Anyway, I thought about those loser movies this year when we saw Greg Marcks' 11:14 (2003), which apparently still hasn't been released in the US, about a bunch of different storylines that converge at the time of the title, and it's not till the end that you realize how they fit together. In retrospect, it's a hokey device, but I found it well done, and the actors were pretty believable. It reminded me a little of John Herzfeld's 2 Days in the Valley (1996) or John McNaughton's Wild Things (1998), both of which I enjoyed.
Speaking of devices hokey in retrospect, we also saw Eternal Sunshine of the Spotless Mind (2004), which my wife couldn't watch because of the jumpy camera work. I liked it quite a bit, even though I caught on to exactly where it was going pretty soon. So many love stories put in scenes of the lovers together meant to show how much they love each other but that just look dumb to me, but here the desire to hold on to every memory made those scenes poignant for once. Funny, none of that really seems to be affected by the parental state.
Finally we saw Lost in Translation, which I didn't like, but hadn't expected to. As Donald Levit wrote,
Incongruously billed as "a valentine . . . to the city of Tokyo," the film images that megalopolis as repellent, mindless, neon and noisy, its few English speakers laughably unintelligible out of old racist stereotypes. Worse, the nation and its culture are handled with jarring provincial condescension and contempt.Absolutely. So much for political correctness. I couldn't help but feel that it was Sofia Coppola’s very adolescent fantasy of a meeting with an understanding older man, possibly written when she was tagging along with her own famous daddy. But finally, I just couldn't understand why they didn't leave the hotel more. For long periods of my life, in Paris, NYC and Taipei I felt out of place and disconnected, and I got out and saw the city. Coppola's or the the characters' lack of interest in Tokyo struck me as terribly provincial.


• TRY IT: In the records below, find every line that contains "block" and list it.

Data extracted from a collection:

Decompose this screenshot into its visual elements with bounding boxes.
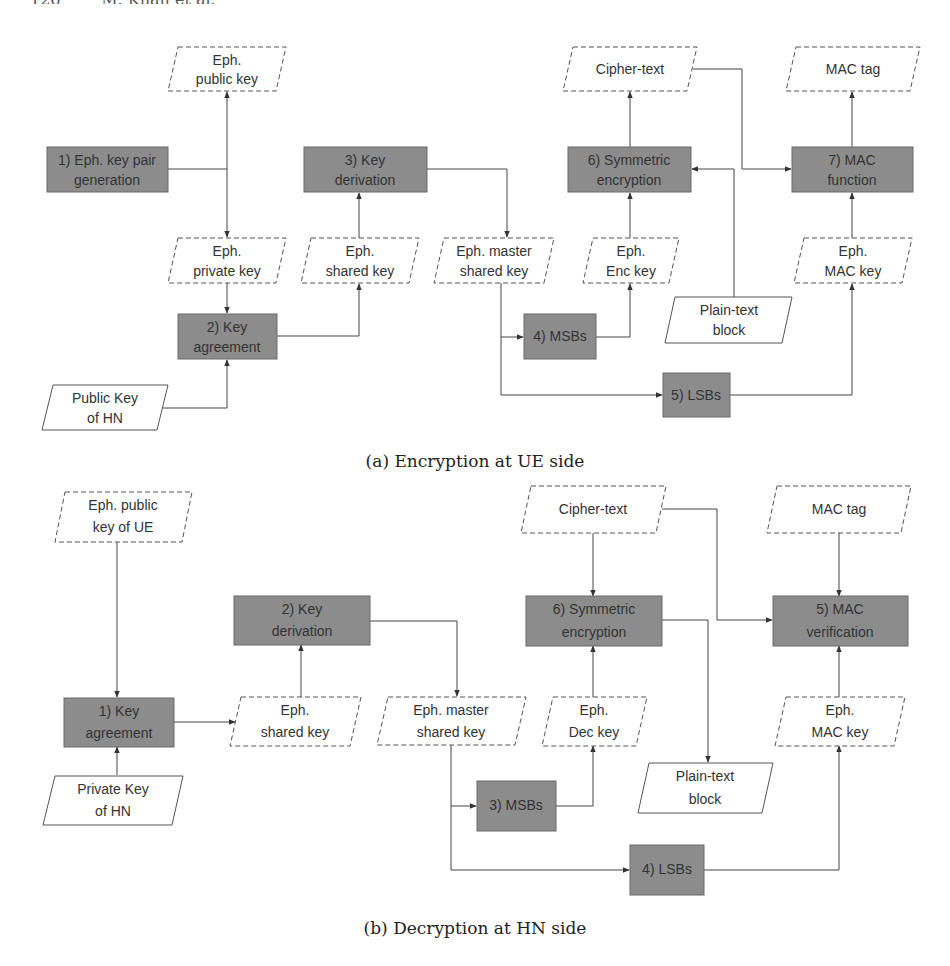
svg-text:2) Key: 2) Key bbox=[207, 319, 247, 335]
svg-text:MAC key: MAC key bbox=[812, 724, 869, 740]
svg-text:1) Key: 1) Key bbox=[99, 703, 139, 719]
svg-text:of HN: of HN bbox=[87, 410, 123, 426]
node-msbs: 4) MSBs bbox=[524, 314, 596, 359]
svg-text:6) Symmetric: 6) Symmetric bbox=[553, 601, 635, 617]
edge-pubhn-to-agreement bbox=[163, 360, 227, 408]
node-plain-text-block: Plain-text block bbox=[638, 763, 773, 813]
svg-text:MAC key: MAC key bbox=[825, 263, 882, 279]
svg-text:Eph.: Eph. bbox=[839, 243, 868, 259]
node-msbs: 3) MSBs bbox=[477, 781, 556, 831]
svg-text:derivation: derivation bbox=[335, 172, 396, 188]
node-public-key-hn: Public Key of HN bbox=[42, 385, 168, 430]
node-eph-public-key-ue: Eph. public key of UE bbox=[55, 492, 192, 542]
edge-plain-to-symenc bbox=[692, 169, 734, 297]
svg-text:Plain-text: Plain-text bbox=[700, 302, 758, 318]
node-eph-master-shared-key: Eph. master shared key bbox=[377, 697, 526, 745]
svg-text:5) MAC: 5) MAC bbox=[816, 601, 863, 617]
svg-text:Cipher-text: Cipher-text bbox=[559, 501, 628, 517]
node-eph-dec-key: Eph. Dec key bbox=[542, 697, 647, 746]
node-mac-tag: MAC tag bbox=[786, 47, 920, 91]
node-eph-mac-key: Eph. MAC key bbox=[794, 238, 912, 283]
node-private-key-hn: Private Key of HN bbox=[43, 776, 183, 825]
svg-text:of HN: of HN bbox=[95, 803, 131, 819]
flow-diagram: Eph. public key 1) Eph. key pair generat… bbox=[0, 0, 950, 966]
svg-text:derivation: derivation bbox=[272, 623, 333, 639]
svg-text:5) LSBs: 5) LSBs bbox=[671, 387, 721, 403]
svg-text:key of UE: key of UE bbox=[93, 519, 154, 535]
svg-text:Eph.: Eph. bbox=[826, 702, 855, 718]
node-mac-verification: 5) MAC verification bbox=[773, 596, 908, 646]
svg-text:1) Eph. key pair: 1) Eph. key pair bbox=[58, 152, 156, 168]
svg-text:agreement: agreement bbox=[194, 339, 261, 355]
svg-text:Eph.: Eph. bbox=[281, 702, 310, 718]
svg-text:Eph. master: Eph. master bbox=[413, 702, 489, 718]
node-eph-enc-key: Eph. Enc key bbox=[583, 238, 679, 283]
svg-text:6) Symmetric: 6) Symmetric bbox=[588, 152, 670, 168]
svg-text:2) Key: 2) Key bbox=[282, 601, 322, 617]
svg-text:shared key: shared key bbox=[326, 263, 394, 279]
edge-agreement-to-shared bbox=[277, 284, 359, 336]
svg-text:3) MSBs: 3) MSBs bbox=[489, 797, 543, 813]
svg-text:encryption: encryption bbox=[597, 172, 662, 188]
svg-text:generation: generation bbox=[74, 172, 140, 188]
svg-text:Eph. master: Eph. master bbox=[456, 243, 532, 259]
svg-text:3) Key: 3) Key bbox=[345, 152, 385, 168]
caption-b: (b) Decryption at HN side bbox=[364, 918, 587, 938]
svg-text:Eph.: Eph. bbox=[213, 52, 242, 68]
node-plain-text-block: Plain-text block bbox=[665, 297, 792, 343]
svg-text:Private Key: Private Key bbox=[77, 781, 149, 797]
node-lsbs: 5) LSBs bbox=[663, 373, 730, 417]
node-eph-shared-key: Eph. shared key bbox=[301, 238, 419, 283]
edge-derivation-to-master bbox=[370, 621, 457, 696]
svg-text:block: block bbox=[713, 322, 747, 338]
node-eph-public-key: Eph. public key bbox=[168, 47, 286, 91]
svg-text:Eph. public: Eph. public bbox=[88, 497, 157, 513]
svg-text:shared key: shared key bbox=[460, 263, 528, 279]
node-eph-shared-key: Eph. shared key bbox=[230, 697, 361, 746]
svg-text:public key: public key bbox=[196, 71, 258, 87]
edge-derivation-to-master bbox=[427, 169, 507, 237]
node-cipher-text: Cipher-text bbox=[563, 47, 697, 91]
edge-msbs-to-enckey bbox=[596, 284, 630, 337]
edge-cipher-to-mac bbox=[693, 69, 791, 169]
svg-text:shared key: shared key bbox=[417, 724, 485, 740]
svg-text:verification: verification bbox=[807, 624, 874, 640]
svg-text:Enc key: Enc key bbox=[606, 263, 656, 279]
svg-text:Cipher-text: Cipher-text bbox=[596, 61, 665, 77]
svg-text:Eph.: Eph. bbox=[346, 243, 375, 259]
svg-text:function: function bbox=[827, 172, 876, 188]
node-mac-function: 7) MAC function bbox=[792, 147, 913, 192]
svg-text:MAC tag: MAC tag bbox=[812, 501, 866, 517]
edge-msbs-to-deckey bbox=[556, 746, 593, 806]
svg-text:agreement: agreement bbox=[86, 725, 153, 741]
edge-cipher-to-macver bbox=[662, 509, 772, 620]
svg-text:Eph.: Eph. bbox=[580, 702, 609, 718]
svg-text:Eph.: Eph. bbox=[213, 243, 242, 259]
node-eph-private-key: Eph. private key bbox=[168, 238, 286, 283]
svg-text:encryption: encryption bbox=[562, 624, 627, 640]
node-mac-tag: MAC tag bbox=[767, 486, 911, 533]
node-key-agreement: 2) Key agreement bbox=[178, 314, 277, 359]
node-key-derivation: 3) Key derivation bbox=[304, 147, 427, 192]
node-symmetric-encryption: 6) Symmetric encryption bbox=[526, 596, 662, 646]
svg-text:4) MSBs: 4) MSBs bbox=[533, 328, 587, 344]
caption-a: (a) Encryption at UE side bbox=[366, 451, 585, 471]
svg-text:Public Key: Public Key bbox=[72, 390, 138, 406]
node-key-agreement: 1) Key agreement bbox=[64, 698, 174, 747]
node-cipher-text: Cipher-text bbox=[521, 486, 666, 533]
node-key-derivation: 2) Key derivation bbox=[234, 596, 370, 645]
node-symmetric-encryption: 6) Symmetric encryption bbox=[568, 147, 691, 192]
edge-symenc-to-plain bbox=[662, 620, 708, 762]
figure-b: Eph. public key of UE 1) Key agreement P… bbox=[43, 486, 911, 938]
svg-text:Plain-text: Plain-text bbox=[676, 768, 734, 784]
svg-text:7) MAC: 7) MAC bbox=[828, 152, 875, 168]
svg-text:MAC tag: MAC tag bbox=[826, 61, 880, 77]
node-lsbs: 4) LSBs bbox=[630, 845, 704, 895]
node-eph-mac-key: Eph. MAC key bbox=[775, 697, 905, 746]
svg-text:Dec key: Dec key bbox=[569, 724, 620, 740]
figure-a: Eph. public key 1) Eph. key pair generat… bbox=[42, 47, 920, 471]
svg-text:private key: private key bbox=[193, 263, 261, 279]
svg-text:block: block bbox=[689, 791, 723, 807]
svg-text:4) LSBs: 4) LSBs bbox=[642, 861, 692, 877]
node-eph-master-shared-key: Eph. master shared key bbox=[434, 238, 554, 283]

• EXERCISE ANSWER:
node-plain-text-block: Plain-text block bbox=[638, 763, 773, 813]
node-plain-text-block: Plain-text block bbox=[665, 297, 792, 343]
svg-text:block: block bbox=[713, 322, 747, 338]
svg-text:block: block bbox=[689, 791, 723, 807]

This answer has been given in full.